UK: Cambridge University's decision to cease insisting that its candidates had to have studied a language at school

Harold Schiffman hfsclpp at gmail.com
Wed Mar 19 14:12:38 UTC 2008


[snip]

In itself, Cambridge University's decision to cease insisting that its
candidates had to have studied a language at school was inevitable and
unsurprising. After all, every other university had already done the
same. Yet to me it seemed a symbol: of the vanishing of a bygone age
in Britain, when knowing another language was a Good Thing, something
to be proud of and sought after, somewhere between desirable and
necessary.

There was, of course, no such golden age, but surely we have now
reached a nadir in our attitude to languages other than our own.
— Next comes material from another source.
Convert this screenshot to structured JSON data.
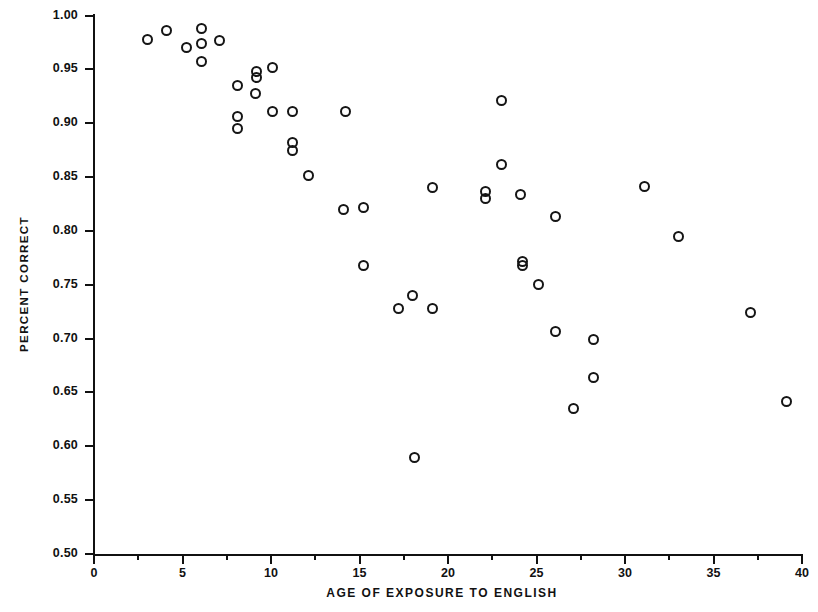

It
was Lord Dearing who put the final boot in; his report last year
failed to propose that learning a foreign language should be
compulsory for the GCSE. Instead, students are allowed to drop
languages at 14, which an increasing number of them do. Those who do
carry on to GCSE with a language will no longer have to do an oral
exam, it was announced last month. Why? Oral exams are too stressful
(really, that was the reason given). Instead, there would be regular
assessments. That was not dumbing down, said the schools minister. Oh
yeah?

I won't go on with the many other examples of the degradation of
language teaching and learning. What makes me particularly angry about
the abandonment of other tongues is the arrogance that lies behind it.
Why learn another language when English has become the international
language of business, finance, trade, new technology, the internet,
etc? Why bother with Johnny Foreigner's lingo? He has to speak ours.